Tepidarium

The tepidarium (plural: tepidaria) was the warm room of a Roman bathing complex; a middle temperature between the hot caldarium and the cold frigidarium. The name is derived from the Latin tepidus, meaning moderately warm or lukewarm. Like the caldarium, the tepidarium was heated by air forced into the cavity of the hypocaust system beneath the floor of the room by the furnaces, the praefurnia. The hypocaust system was a series of stacked brick (or in some cases stone) pillars called pilae or suspensura, which raised the floor of the tepidarium above the foundations (recommended to be a height of two feet by Vitruvius) of the baths to create a space in which the heated air could circulate beneath the floor of the room, warming the floor. The tepidarium was typically situated farther away from the praefurnia than the caldarium, allowing the air to cool somewhat before reaching the tepidarium and creating a heated, but lower temperature environment than the hotter caldarium.

The vestiges of the hypocaust system can be one of the most recognizable features of a heated room in archaeological remains. Because of the relative fragility of the raised floor and negative space below it, the floor of heated rooms has typically mostly collapsed or otherwise not survived. Floors will sometimes be reconstructed at archaeological sites in order to illustrate the function of the hypocaust system. The supports of the hypocaust system can often be seen scattered around the room, or in many occasions reconstructed to some degree with the original materials. This is not always the case, however, and tepidaria (or caldaria) sometimes have no surviving elements of the hypocaust system displayed (though remnants may have been found during excavation).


- Exercise:
From the data that follows, copy every line with the string "screenshot".

START Dataset content

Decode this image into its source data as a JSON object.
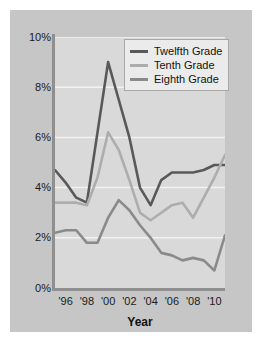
{
  "chart_data": {
    "type": "line",
    "title": "",
    "subtitle": "",
    "xlabel": "Year",
    "ylabel": "",
    "grid": true,
    "legend_position": "top-right",
    "xlim": [
      1995,
      2011
    ],
    "ylim": [
      0,
      10
    ],
    "x": [
      1995,
      1996,
      1997,
      1998,
      1999,
      2000,
      2001,
      2002,
      2003,
      2004,
      2005,
      2006,
      2007,
      2008,
      2009,
      2010,
      2011
    ],
    "xtick_labels": [
      "'96",
      "'98",
      "'00",
      "'02",
      "'04",
      "'06",
      "'08",
      "'10"
    ],
    "xtick_values": [
      1996,
      1998,
      2000,
      2002,
      2004,
      2006,
      2008,
      2010
    ],
    "ytick_labels": [
      "0%",
      "2%",
      "4%",
      "6%",
      "8%",
      "10%"
    ],
    "ytick_values": [
      0,
      2,
      4,
      6,
      8,
      10
    ],
    "series": [
      {
        "name": "Twelfth Grade",
        "color": "#595959",
        "values": [
          4.7,
          4.2,
          3.6,
          3.4,
          6.2,
          9.0,
          7.5,
          6.0,
          4.0,
          3.3,
          4.3,
          4.6,
          4.6,
          4.6,
          4.7,
          4.9,
          4.9
        ]
      },
      {
        "name": "Tenth Grade",
        "color": "#adadad",
        "values": [
          3.4,
          3.4,
          3.4,
          3.3,
          4.4,
          6.2,
          5.5,
          4.3,
          3.0,
          2.7,
          3.0,
          3.3,
          3.4,
          2.8,
          3.6,
          4.4,
          5.3
        ]
      },
      {
        "name": "Eighth Grade",
        "color": "#8a8a8a",
        "values": [
          2.2,
          2.3,
          2.3,
          1.8,
          1.8,
          2.8,
          3.5,
          3.1,
          2.5,
          2.0,
          1.4,
          1.3,
          1.1,
          1.2,
          1.1,
          0.7,
          2.1
        ]
      }
    ]
  },
  "legend": {
    "entries": [
      {
        "label": "Twelfth Grade"
      },
      {
        "label": "Tenth Grade"
      },
      {
        "label": "Eighth Grade"
      }
    ]
  },
  "colors": {
    "figure_background": "#ffffff",
    "panel_background": "#c6c6c6",
    "plot_background": "#d9d9d9",
    "gridline": "#f2f2f2",
    "axis_line": "#8f8f8f",
    "text": "#1a1a1a"
  }
}
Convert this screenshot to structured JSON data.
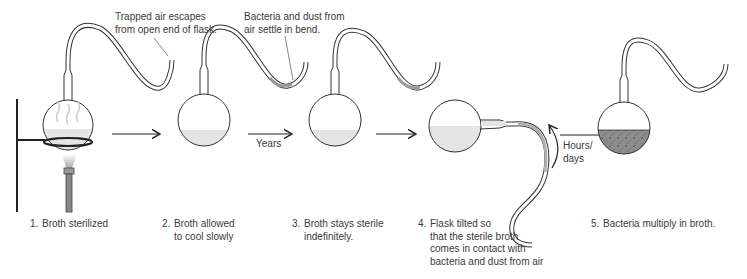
{
  "diagram": {
    "colors": {
      "outline": "#333333",
      "broth": "#e4e4e4",
      "contaminated_broth": "#8c8c8c",
      "dust_in_bend": "#9a9a9a",
      "arrow": "#222222"
    },
    "callouts": [
      {
        "id": "trapped-air",
        "lines": [
          "Trapped air escapes",
          "from open end of flask."
        ]
      },
      {
        "id": "bacteria-dust",
        "lines": [
          "Bacteria and dust from",
          "air settle in bend."
        ]
      }
    ],
    "transitions": [
      {
        "from": 1,
        "to": 2,
        "label": ""
      },
      {
        "from": 2,
        "to": 3,
        "label": "Years"
      },
      {
        "from": 3,
        "to": 4,
        "label": ""
      },
      {
        "from": 4,
        "to": 5,
        "label_lines": [
          "Hours/",
          "days"
        ]
      }
    ],
    "steps": [
      {
        "num": "1.",
        "lines": [
          "Broth sterilized"
        ]
      },
      {
        "num": "2.",
        "lines": [
          "Broth allowed",
          "to cool slowly"
        ]
      },
      {
        "num": "3.",
        "lines": [
          "Broth stays sterile",
          "indefinitely."
        ]
      },
      {
        "num": "4.",
        "lines": [
          "Flask tilted so",
          "that the sterile broth",
          "comes in contact with",
          "bacteria and dust from air"
        ]
      },
      {
        "num": "5.",
        "lines": [
          "Bacteria multiply in broth."
        ]
      }
    ]
  }
}
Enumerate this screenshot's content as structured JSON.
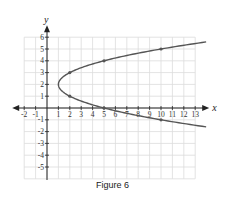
{
  "caption": "Figure 6",
  "chart_data": {
    "type": "line",
    "title": "",
    "xlabel": "x",
    "ylabel": "y",
    "xlim": [
      -2,
      13
    ],
    "ylim": [
      -6,
      6
    ],
    "grid": true,
    "x_ticks": [
      -2,
      -1,
      1,
      2,
      3,
      4,
      5,
      6,
      7,
      8,
      9,
      10,
      11,
      12,
      13
    ],
    "y_ticks": [
      -5,
      -4,
      -3,
      -2,
      -1,
      1,
      2,
      3,
      4,
      5,
      6
    ],
    "series": [
      {
        "name": "x = (y - 2)^2 + 1",
        "equation": "x = (y-2)^2 + 1",
        "vertex": [
          1,
          2
        ],
        "y_range": [
          -1.6,
          5.6
        ],
        "marked_points": [
          [
            2,
            3
          ],
          [
            5,
            4
          ],
          [
            10,
            5
          ],
          [
            2,
            1
          ],
          [
            5,
            0
          ],
          [
            10,
            -1
          ]
        ],
        "color": "#555555"
      }
    ]
  }
}
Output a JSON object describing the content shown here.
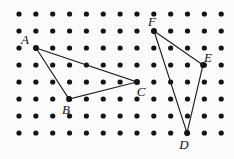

END Dataset content

- Exercise result:
Convert this screenshot to structured JSON data.
Enumerate this screenshot's content as structured JSON.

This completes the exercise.